Of the remaining two tanks in this section we could hear nothing. Davies and Clarkson had disappeared. Perhaps they had gone through to Hendecourt. Yet the infantry of the right brigade, according to the reports we had received, were fighting most desperately to retain a precarious hold on the trenches they had entered.

In the centre Field's section of three tanks were stopped by the determined and accurate fire of forward field-guns before they entered the German trenches. The tanks were silhouetted against the snow, and the enemy gunners did not miss.

The first tank was hit in the track before it was well under way. The tank was evacuated, and in the dawning light it was hit again before the track could be repaired.

Money's tank reached the German wire. His men must have "missed their gears." For less than a minute the tank was motionless, then she burst into flames. A shell had exploded the petrol tanks, which in the old Mark I. were placed forward on either side of the officer's and driver's seats. A sergeant and two men escaped. Money, best of good fellows, must have been killed instantaneously by the shell.

Bernstein's tank was within reach of the German trenches when a shell hit the cab, decapitated the driver, and exploded in the body of the tank. The corporal was wounded in the arm, and Bernstein was stunned and temporarily blinded. The tank was filled with fumes. As the crew were crawling out, a second shell hit the tank on the roof. The men under the wounded corporal began stolidly to salve the tank's equipment, while Bernstein, scarcely knowing where he was, staggered back to the embankment. He was packed off to a dressing station, and an orderly was sent to recall the crew and found them still working stubbornly under direct fire.

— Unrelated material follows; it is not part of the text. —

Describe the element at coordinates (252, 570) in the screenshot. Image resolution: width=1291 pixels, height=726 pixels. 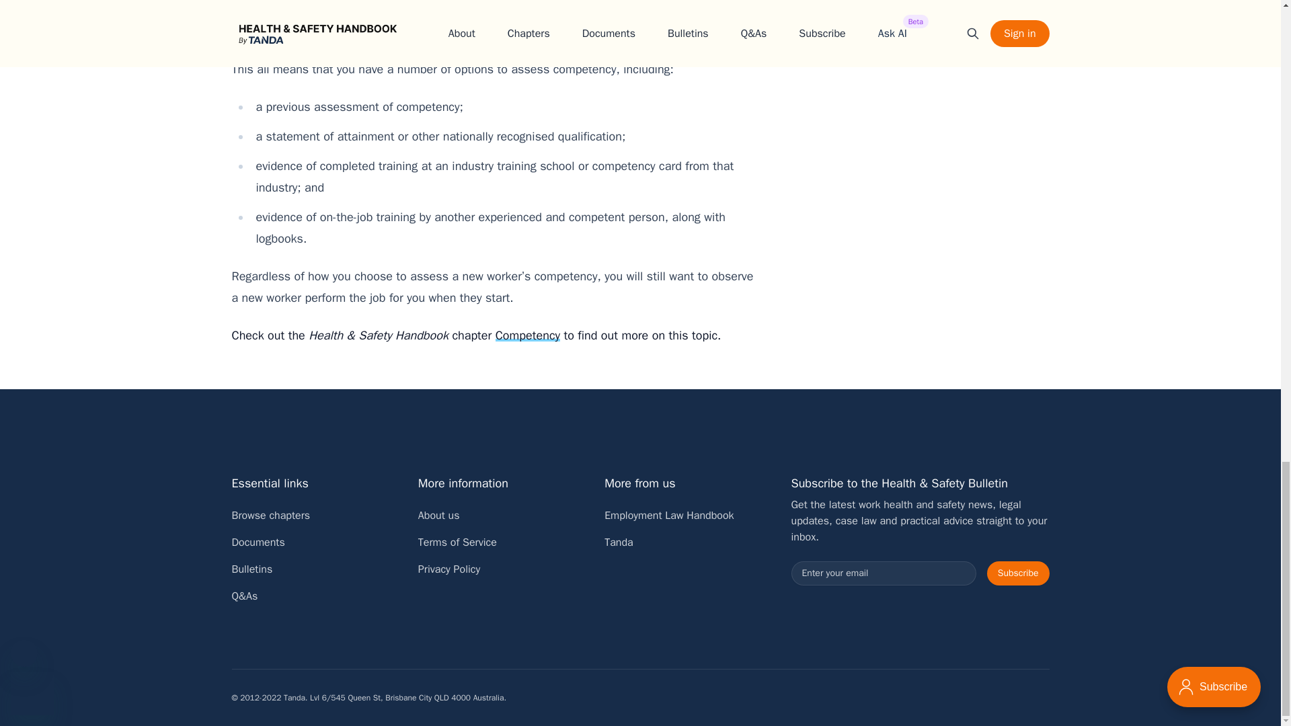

Swears' section of four tanks on the left were slightly more fortunate.

Birkett went forward at top speed, and, escaping the shells, entered the German trenches, where his guns did great execution. The tank worked down the trenches towards Bullecourt, followed by the Australians. She was hit twice, and all the crew were wounded, but Birkett went on fighting grimly until his ammunition was exhausted and he himself was badly wounded in the leg. Then at last he turned back, followed industriously by the German gunners. Near the embankment he stopped the tank to take his bearings. As he was climbing out, a shell burst against the side of the tank and wounded him again in the leg. The tank was evacuated. The crew salved what they could, and, helping each other, for they were all wounded, they made their way back painfully to the embankment. Birkett was brought back on a stretcher, and wounded a third time as he lay in the sunken road outside the dressing station. His tank was hit again and again. Finally it took fire, and was burnt out.